Coronavirus screening tests (illustration). - NEW CHINA / SIPA

The Basse-Terre administrative court ordered the CHU and the Regional Health Agency (ARS) of Guadeloupe to order "sufficient numbers" of Covid-19 screening tests as well as treatment doses with hydroxychloroquine and azithromycin. Seized in summary procedure by the Guadeloupe union UGTG, the administrative court justifies its decision in particular by the weakness of the local health system, in its judgment rendered on Saturday.

The court mentioned "a particularly limited number of resuscitation beds in Guadeloupe", but also "the proven shortage of equipment to protect carers and law enforcement personnel and that of screening tests". These data are "constitutive of serious and manifestly illegal attacks on respect for life".

"Necessary doses"

The UGTG welcomed in a press release this judgment and assures the "people of Guadeloupe" to do everything possible to "compel the political and health authorities to respect (...) immediately the injunctions of the judge". But the union, which demanded 200,000 tests and what to treat 20,000 patients with companies already selected, was unsuccessful on this point.

In its injunction, the court gave no figures, speaking simply of "necessary doses" of treatment and "sufficient number" of tests.
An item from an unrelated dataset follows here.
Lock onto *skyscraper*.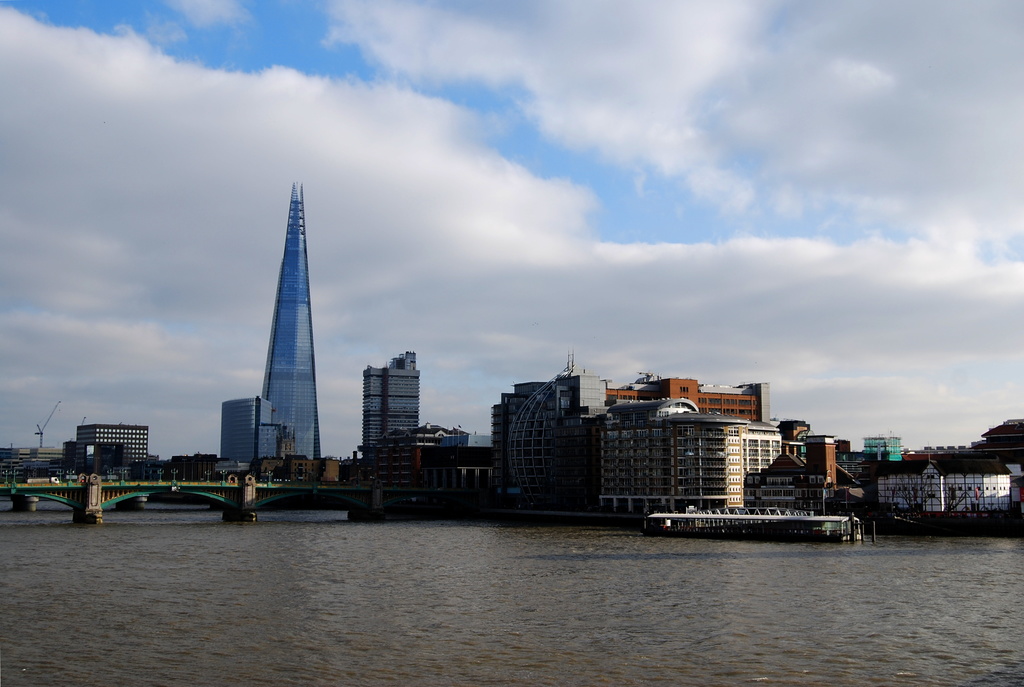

If the "CHU does not comment on a court decision" according to its direction, the ARS, it, "took note" of the judgment. She says she is "satisfied to see that the court did not ratify the request of the UGTG to buy tests and medicines in the quantities they requested without being experts and from the companies they cited", she wrote in a statement. She recalls that "the screening and treatment of the Guadeloupe population is done according to the rules laid down by law and ministerial recommendations".